I walked into my kitchen and on the table there was a line of photographs.  They were perfectly arranged in a straight, perfect line.  Each photograph was of a face.  Each photograph had been taken by her, and each face was arranged from the photographs of the concrete man.
Through the camera lens though, the face was clear.  It was clearer than the images of the stone man.  I’d only seen a couple of her photographs of the collages.  Not all these.  The faces were dead faces.  I’d always said they were dead.

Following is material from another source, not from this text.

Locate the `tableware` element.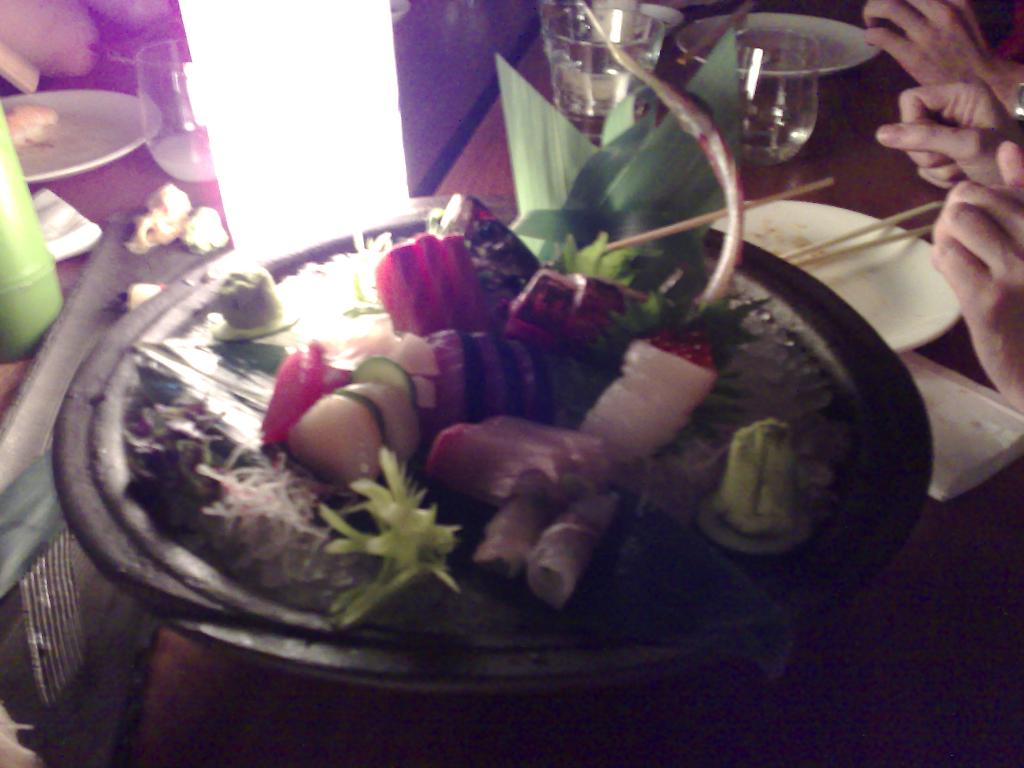
Element bbox: Rect(60, 196, 936, 695).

They were images of dead men and women.
Not arranged faces that ‘looked like they’d fallen asleep’.  These were instead images of slack jaws, dry lips.  Eyes open.  Eyes slack.  These were the faces of the dead.  They were faces before they were touched.
I felt sick.
I walked out of my kitchen into the living room.
And I stared at the face of my little boy.  It might not be there for other people.  They might see just color of a collage as large as the room.  They might even lose focus on the photos themselves and if they blurred their eyes a bit, they might make out something else.  They might see that there were eyes, and a chin.  Maybe he was young.  Other people wouldn’t see what I saw.

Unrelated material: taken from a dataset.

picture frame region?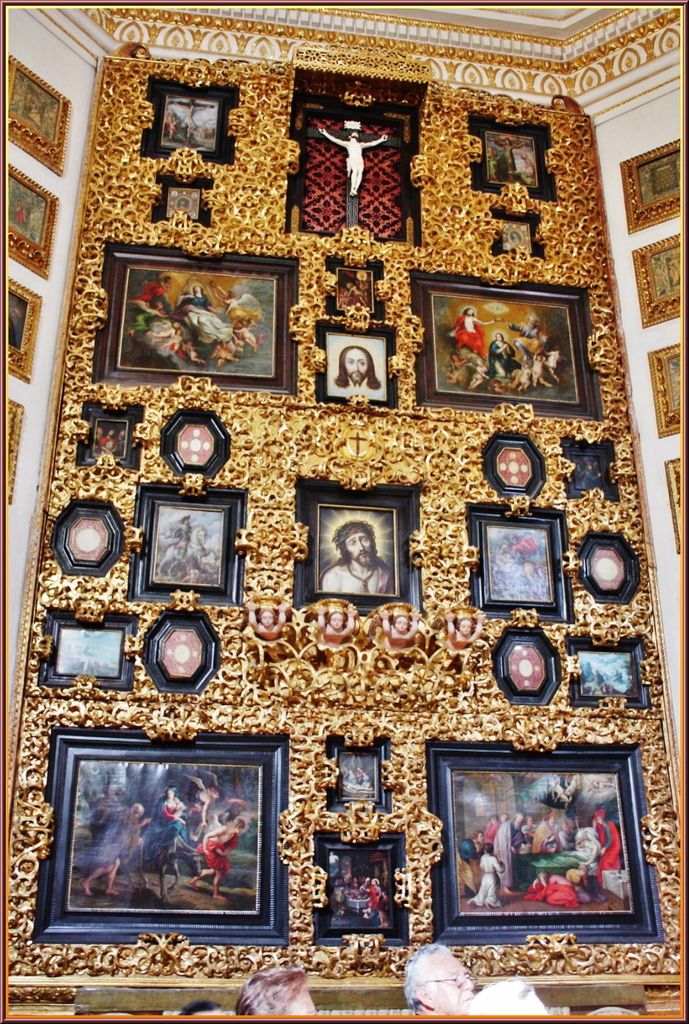
(485, 625, 564, 702)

I saw it like it was through the camera lens, others could see him this.
But he stared up at me.  His eyes were open, his jaw hung limp, broken in two places, his baby teeth showing up from dark gums.  It was his face.  It was his broken face.
She had arranged them – not hundreds of photographs, but thousands.  Thousands of photographs of this concrete man.  I squatted down and looked at them.  They all nearly looked the same, but they weren’t.  The photos caught him from slightly different angles, in different sunlight, in different seasons.  In some he was slightly damp from rain.  One had snow in a corner.  In all the photos the concrete man was crawling free from the man-made world around him.  He was clawing free, he wanted out.

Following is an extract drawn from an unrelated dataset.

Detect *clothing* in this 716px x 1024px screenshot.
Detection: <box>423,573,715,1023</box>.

And he wanted out thousands of times.
My son’s mother had taken all of these photos.
A chill ran up his spine.
“There you are,” I heard quietly.
There was a single shutter click.
Beth was standing in the hallways to my right.
She lowered the camera down slowly not looking at me.
While I looked at her cold face I realized that he had her.  These concrete man had her.  He was clawing at her like he was at the world.  He shattered her like he shattered that well cover.  He pulled her down into his world.  His world that sucked at the life we have.
She was burdened with his need.
Burdened with capturing the last images of death.
He might even be drawing death to her.
It was the last thought I would ever have as she traded her camera for a revolver.
A tiny black revolver.
She blamed me for our little boy’s death, and rightfully so.  That wasn’t why I was dying today though.  I died because the concrete man needed my life.  He needed me to claw further into the world.
The bullet hit my face and I fell into the false man’s image of my son and there, blood leaving my face, he drank up my soul.





* PS. The picture I gave Reggie is a famous landmark here in Seattle. The Fremont Troll. It's a two or three story tall sculpture made under Seattle's Aurora Bridge. In his hand, is an actual VW Beetle, to give you a sense of the size. It was an artistic rendering of the Troll in the Billy Goat's Gruff.  :) If you are ever in Seattle, you have to see it. It's pretty cool.